Points for VMkernel.
=>Commnication with Service Console
=>Managing resource managment
=>Capability and Flexibility of Vmkernel
=>How it is derived.
=>Is append to vmkernel is possible?
=>Is there any tool to monitor vmkernel ?
VMware ESX Server uses a Linux kernel that loads additional code: often referred to by VMware, Inc. as the "vmkernel". The VMware FAQ states 'ESX Server also incorporates a service console based on a Linux 2.4 kernel that is used to boot the ESX Server virtualization layer'. The Linux kernel runs before any other software on an ESX host, witness the console of a booting ESX machine. No VMkernel processes run on the system during the boot process. After the Linux kernel has loaded, the S90vmware script loads the vmkernel. VMware states that vmkernel does not derive from Linux. The Linux kernel continues running but under vmkernel, providing functions including the proc file system used by the ESX and an environment to run support applications.
In traditional systems, a given operating system runs a single kernel. The VMware FAQ mentions that ESX has both a Linux 2.4 kernel and vmkernel hence confusion over whether ESX has a Linux base. An ESX system starts a Linux kernel first, but it loads vmkernel (also described by VMware as a kernel), which wraps around the linux kernel, and according to VMware does not derive from Linux.
The ESX userspace environment, known as the "Service Console" (or as "COS" or as "vmnix"), derives from a modified version of Red Hat Linux, (Red Hat 7.2 for ESX 2.x and Red Hat Enterprise Linux for ESX 3.x).
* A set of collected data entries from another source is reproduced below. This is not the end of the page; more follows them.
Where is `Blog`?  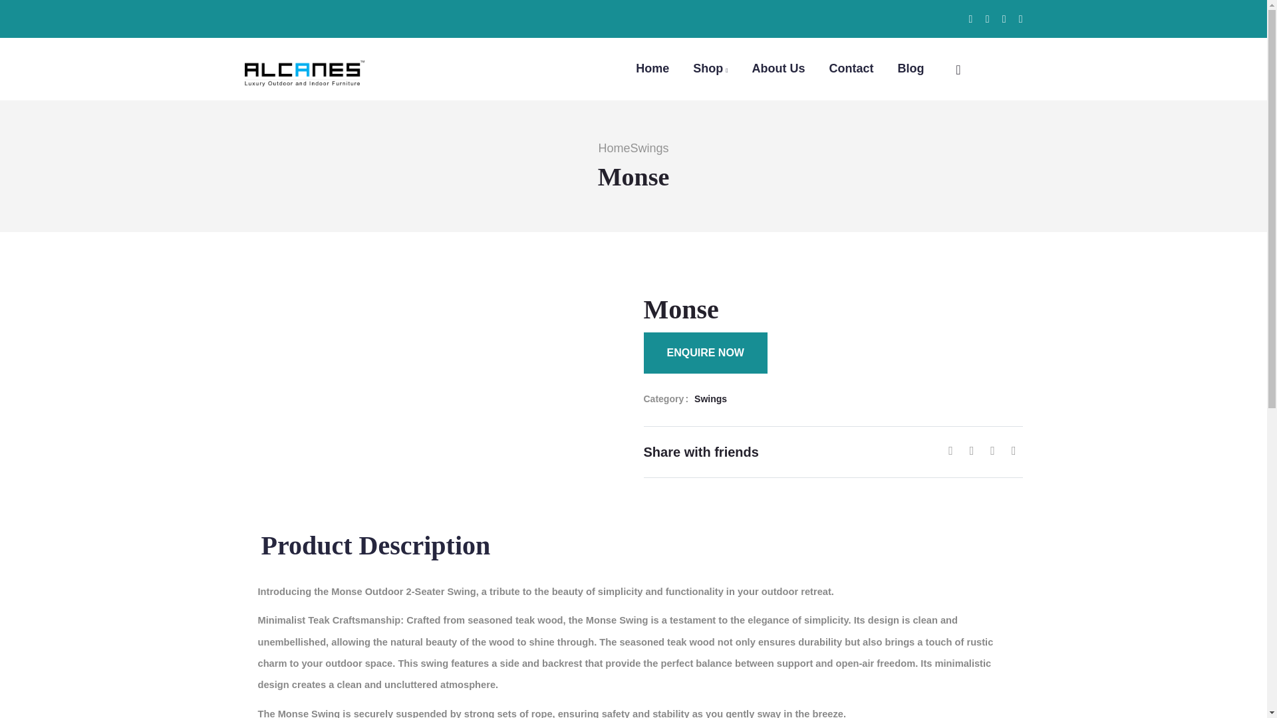 Blog is located at coordinates (911, 68).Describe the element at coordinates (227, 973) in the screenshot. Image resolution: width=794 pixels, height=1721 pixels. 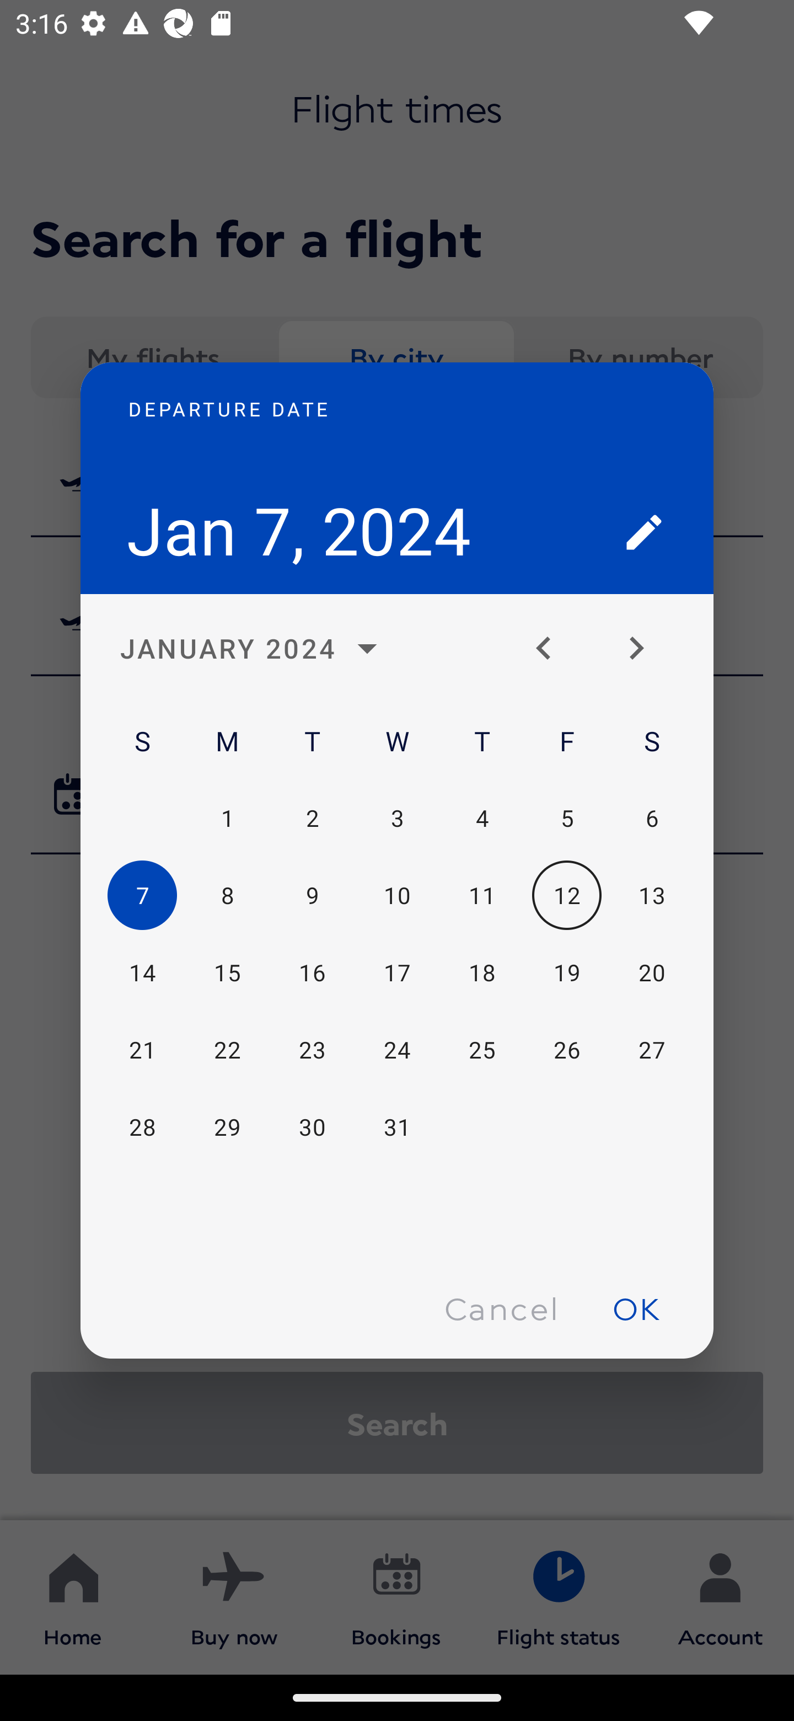
I see `15 Mon, Jan 15` at that location.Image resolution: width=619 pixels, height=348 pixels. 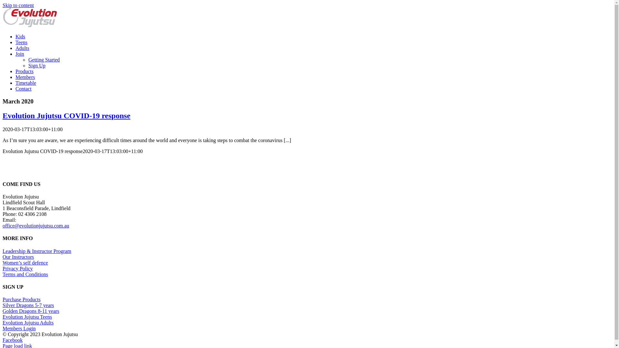 I want to click on Facebook, so click(x=13, y=340).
In general, this Service Console provides management interfaces (CLI, webpage MUI, Remote Console). This VMware ESX hypervisor virtualization approach provides lower overhead and better control and granularity for allocating resources (CPU-time, disk-bandwidth, network-bandwidth, memory-utilization) to virtual machines. It also increases security, thus positioning VMware ESX as an enterprise-grade product.
As a further detail which differentiates the ESX from other VMware virtualization products: ESX supports the VMware proprietary cluster file system VMFS. VMFS enables multiple hosts to access the same SAN LUNs simultaneously, while file-level locking provides simple protection to file-system integrity.